What do you think motivates a master-of-the-universe like Paulus? Or--to state my intended question more clearly--if you wanted to hire someone of Paulus' ability, what do you think his preeminent concern would be, in evaluating your job offer? (I pray that answer came easily.)
Under its current setup, society dangles huge rewards in front of those good at steering large business entities. Granting that the corporate governance marketplace suffers from bottlenecks, high executive compensation still makes social sense: Economic growth is beneficial--and greatly needed--whether driven by small or large entities. (Were a stratospheric executive to confide she was here 'primarily for the money', I'd not feel unease--I'd feel soothed.)
What then ought we make of a CEO who tells his board he'll work without compensation?:
The chief executive of Allina Hospitals and Clinics is voluntarily working without pay until the Twin Cities' biggest hospital chain reaches an agreement with its nurses.The reason?

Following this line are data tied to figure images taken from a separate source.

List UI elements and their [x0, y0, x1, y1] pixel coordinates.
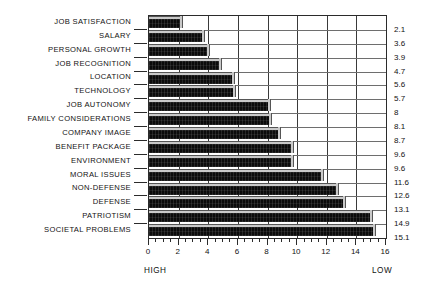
category-label: FAMILY CONSIDERATIONS [0, 114, 131, 123]
bar-texture [149, 143, 291, 153]
x-axis-tick-label: 14 [351, 247, 360, 256]
bar-texture [149, 226, 373, 236]
bar-right-highlight [180, 16, 183, 28]
category-label: JOB RECOGNITION [0, 59, 131, 68]
x-axis-minor-tick [311, 239, 312, 242]
category-label: BENEFIT PACKAGE [0, 142, 131, 151]
category-axis: JOB SATISFACTIONSALARYPERSONAL GROWTHJOB… [0, 15, 131, 239]
category-label: JOB AUTONOMY [0, 100, 131, 109]
value-label: 8.7 [394, 136, 405, 145]
x-axis-minor-tick [333, 239, 334, 242]
bar [149, 87, 233, 97]
bar-top-highlight [149, 85, 233, 88]
x-axis-minor-tick [370, 239, 371, 242]
value-label: 3.6 [394, 39, 405, 48]
bar-right-highlight [370, 210, 373, 222]
x-axis-minor-tick [200, 239, 201, 242]
bar-texture [149, 32, 202, 42]
bar-top-highlight [149, 113, 269, 116]
bar-top-highlight [149, 127, 278, 130]
x-axis-tick-label: 10 [292, 247, 301, 256]
category-tick [134, 71, 147, 72]
value-label: 2.1 [394, 25, 405, 34]
category-tick [134, 112, 147, 113]
bar-top-highlight [149, 196, 343, 199]
value-label: 8 [394, 108, 398, 117]
bar-texture [149, 171, 321, 181]
category-tick [134, 29, 147, 30]
category-tick [134, 209, 147, 210]
x-axis-minor-tick [244, 239, 245, 242]
bar-right-highlight [233, 85, 236, 97]
value-label: 9.6 [394, 150, 405, 159]
bar [149, 185, 336, 195]
bar [149, 46, 207, 56]
bar-right-highlight [207, 44, 210, 56]
category-label: ENVIRONMENT [0, 156, 131, 165]
bar-right-highlight [291, 141, 294, 153]
bar-right-highlight [269, 113, 272, 125]
x-axis-tick-labels: 0246810121416 [148, 247, 387, 259]
bar [149, 18, 180, 28]
bar-right-highlight [202, 30, 205, 42]
x-axis-tick-label: 6 [235, 247, 239, 256]
bar-right-highlight [373, 224, 376, 236]
category-label: NON-DEFENSE [0, 183, 131, 192]
x-axis-minor-tick [289, 239, 290, 242]
bar [149, 32, 202, 42]
x-axis-major-tick [178, 239, 179, 245]
value-label: 9.6 [394, 164, 405, 173]
axis-end-label-low: LOW [372, 266, 392, 275]
bar-right-highlight [291, 155, 294, 167]
x-axis-major-tick [355, 239, 356, 245]
x-axis-minor-tick [192, 239, 193, 242]
category-label: SOCIETAL PROBLEMS [0, 225, 131, 234]
bar-top-highlight [149, 183, 336, 186]
x-axis-minor-tick [348, 239, 349, 242]
value-label: 8.1 [394, 122, 405, 131]
bar-texture [149, 129, 278, 139]
category-label: MORAL ISSUES [0, 170, 131, 179]
bar-texture [149, 157, 291, 167]
category-label: COMPANY IMAGE [0, 128, 131, 137]
x-axis-minor-tick [229, 239, 230, 242]
category-tick [134, 126, 147, 127]
bar [149, 157, 291, 167]
value-label: 5.6 [394, 80, 405, 89]
bar-right-highlight [268, 99, 271, 111]
bar-top-highlight [149, 99, 268, 102]
bar [149, 198, 343, 208]
bar [149, 226, 373, 236]
x-axis-minor-tick [222, 239, 223, 242]
category-label: TECHNOLOGY [0, 86, 131, 95]
category-label: PATRIOTISM [0, 211, 131, 220]
x-axis-ticks [148, 239, 387, 246]
x-axis-major-tick [148, 239, 149, 245]
x-axis-minor-tick [274, 239, 275, 242]
bar-top-highlight [149, 44, 207, 47]
bar-right-highlight [321, 169, 324, 181]
bar [149, 115, 269, 125]
bar-top-highlight [149, 169, 321, 172]
category-label: SALARY [0, 31, 131, 40]
bar-texture [149, 60, 219, 70]
category-tick [134, 98, 147, 99]
category-tick [134, 140, 147, 141]
bar-texture [149, 115, 269, 125]
x-axis-minor-tick [378, 239, 379, 242]
x-axis-major-tick [237, 239, 238, 245]
category-tick [134, 84, 147, 85]
x-axis-tick-label: 4 [205, 247, 209, 256]
x-axis-minor-tick [363, 239, 364, 242]
x-axis-tick-label: 12 [321, 247, 330, 256]
category-tick [134, 182, 147, 183]
bar [149, 143, 291, 153]
x-axis-tick-label: 16 [381, 247, 390, 256]
x-axis-major-tick [385, 239, 386, 245]
bar [149, 60, 219, 70]
x-axis-minor-tick [155, 239, 156, 242]
category-tick [134, 168, 147, 169]
value-label: 4.7 [394, 67, 405, 76]
axis-end-label-high: HIGH [144, 266, 166, 275]
bar-texture [149, 74, 232, 84]
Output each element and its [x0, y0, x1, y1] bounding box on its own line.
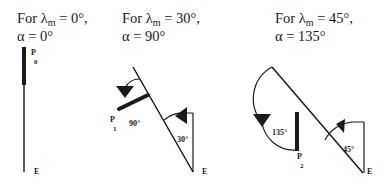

After Twin Cities nurses voted overwhelmingly to authorize a one-day strike last week, Ken Paulus sent an e-mail to all Allina employees saying he had asked his board to suspend his pay as a way to "align our leadership with you."A rather enjoyable pas de deux in the art of hypocrisy, no?
Both sides know high executive compensation makes economic sense--and both sides assume Joe Sixpack is incapable of grasping that high executive compensation probably works to his own benefit.
Both sides assume nurses--capitalizing on the masses' presumed economic illiteracy--will grandstand successfully over the 'injustice' of CEO remuneration. Accepting the public's economic voodoo as essentially immobile and permanent, Paulus doubles down--pretending to be that extra-nice corporate chieftain so spiritually one with his board he's willing to work for free--until the gallery goes away.